‘He is quite perseverant, an important attribute for team-based science’
It is 8,518 miles between Chennai, India and Baltimore, an exhaustive commute unless you are the U.S. Secretary of State. Or Mohamed Adil.
Adil, a 25-year-old Ph.D. candidate in the UW Medicine Department of Laboratory Medicine & Pathology, traveled between those cities over seven months in 2015 and 2016, volunteering in a lab at Johns Hopkins University Medical School. It was an extraordinary opportunity for an undergraduate inspired by a lecture from a visiting professor.
That professor, Dr. Samarjid Das, an assistant professor of pathology and anesthesiology and critical care medicine at Johns Hopkins, encountered Adil in Chennai and the two, Adil said, had an engaging conversation. “Finally, Dr. Das, just said to me, ‘You should come visit my laboratory,’” Adil said.
The next summer he was on a plane headed to Baltimore.
His work in a lab headed up by Dr. Marc Halushka, a professor of pathology at Johns Hopkins Medical School, was an immersive experience in observing and later conducting experiments involving microRNA, which plays important roles in regulating gene expression.
“Adil is legendary in my lab and life,” Halushka said. “Once he got the research bug, he ‘caught fire.’ He was staying with a colleague and started asking if they could leave for the lab earlier and earlier in the mornings, around 4 am, so he could get to the lab and get right to work. He would also take the bus in on weekends. Not only have none of my other trainees shown this level of dedication, I do not know of other trainees in our graduate school programs who have reached this level of perseverance”
After completing an undergraduate degree in biotechnology from Crescent Institute of Science and Technology in Chennai, Adil worked for four months as a research assistant in the Department of Ophthalmology at the University of Malaya in Kuala Lumpur, Malaysia. His role included collecting, processing, and storing blood samples from diabetic patients, as well as creating a database on REDCap, the web application for building and managing online surveys and databases.
Adil narrowed his academic focus to genomics and diagnostics and started applying to Ph.D. programs in the U.S. All his applications were rejected, largely he said, “because an undergraduate degree from a school in India did not put me on same level as an undergrad degree from schools in the United States or Europe. I needed Master’s.”
He explored opportunities at the UW; was accepted, and arrived in Seattle in September of 2019. One of this first tasks was to identify a potential mentor. Adil scheduled interviews with key faculty with whom he wanted to work and asked each of them – BBI’s Drs. Christina Lockwood, Colin Pritchard, Brian Shirts, and Stephen Salipante – the same question: “What are the most important skills for someone wanted to study genomics?”
All four, he said, gave the same answer: “knowledge of biology and excellent computational skills.”
“I was taken aback because I have no computer science background,” Adil said. “But, I thought, this is my opportunity to learn.”
He has had many opportunities to learn from BBI faculty and researchers over the past two and a half years, including serving as:
• A research assistant in the lab of Dr. Barry Lutz collaborating with others to develop a urine test strip that detects a drug metabolite to monitor Tuberculosis drug adherence.
• A research scientist in the Department of Laboratory Medicine & Pathology, working with Lockwood to investigate methods and techniques for detecting epigenetic signals from cell-free DNA that enable the identification of tissue of origin. His responsibilities included developing computer programs to perform complex analyses from raw sequence data.
• A graduate student in the Solid Tumor and Genetics Laboratory, applying knowledge of cell-free DNA to develop a clinical assay detecting tissue injury and tumor identification and classification from low invasive liquid biopsies.
Lockwood said such enthusiasm for learning is a primary motivation for Adil.
“He came from a traditional ‘wet lab’ background where he was doing typical lab experiments,” she said. “Adil started his Master’s knowing that he wanted to learn computational skills and, specifically, cell-free DNA. That’s fairly unusual in a student. It set him apart. He also is quite perseverant, an important attribute for team-based science.”
During his Master’s studies, Adil collaborated with BBI’s Drs. Jonathan Reichel and Gavin Ha, who are computational biologists, as well as with Pritchard and BBI’s Dr. Shreeram Akilesh, a specialist in kidney disease. He worked on improving a prenatal cell-free DNA screening assay.
Adil completed his Master’s in July of 2021 and two months later launched into doctorate studies in molecular medicine and the mechanism of disease. He hopes to finish his Ph.D. in fewer than five years.
“I want be in a position to continue doing research, solving one problem at a time in a way that my work doesn’t just end up in a paper, but actually has clinical applications and, like the work of many others at BBI, makes a difference in people’s lives.”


Aim of the task:
For every line in the data below, check for the word "chart", then state how many lines have it. Answer with the number only.
Input material Start Marker
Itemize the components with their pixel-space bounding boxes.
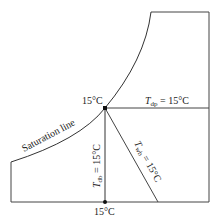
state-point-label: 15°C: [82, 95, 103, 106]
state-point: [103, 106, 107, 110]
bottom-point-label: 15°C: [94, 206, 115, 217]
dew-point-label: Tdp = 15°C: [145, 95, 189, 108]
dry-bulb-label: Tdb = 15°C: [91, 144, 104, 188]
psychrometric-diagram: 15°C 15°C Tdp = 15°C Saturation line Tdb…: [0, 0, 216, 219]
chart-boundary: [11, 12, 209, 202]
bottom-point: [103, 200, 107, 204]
Input material End Marker
Input material Start Marker
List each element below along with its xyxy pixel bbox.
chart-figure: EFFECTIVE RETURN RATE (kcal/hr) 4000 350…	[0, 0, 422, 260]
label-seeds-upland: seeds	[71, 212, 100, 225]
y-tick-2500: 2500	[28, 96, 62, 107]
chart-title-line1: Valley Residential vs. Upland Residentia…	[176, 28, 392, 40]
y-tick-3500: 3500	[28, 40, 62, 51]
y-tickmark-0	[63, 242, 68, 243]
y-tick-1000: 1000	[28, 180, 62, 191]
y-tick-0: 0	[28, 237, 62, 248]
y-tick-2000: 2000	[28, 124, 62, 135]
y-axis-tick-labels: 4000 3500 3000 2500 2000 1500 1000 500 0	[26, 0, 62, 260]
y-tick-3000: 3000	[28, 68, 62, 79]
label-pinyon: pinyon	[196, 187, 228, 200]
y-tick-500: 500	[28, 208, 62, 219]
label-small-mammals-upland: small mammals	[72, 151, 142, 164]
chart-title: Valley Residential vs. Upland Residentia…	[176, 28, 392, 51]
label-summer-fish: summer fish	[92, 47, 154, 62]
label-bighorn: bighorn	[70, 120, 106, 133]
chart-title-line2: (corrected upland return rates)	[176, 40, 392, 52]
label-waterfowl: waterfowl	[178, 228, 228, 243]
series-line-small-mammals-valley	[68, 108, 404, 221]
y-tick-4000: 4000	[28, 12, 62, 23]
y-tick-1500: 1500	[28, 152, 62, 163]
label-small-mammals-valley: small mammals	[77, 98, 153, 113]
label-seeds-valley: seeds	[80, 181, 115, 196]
Input material End Marker
Task solution:
5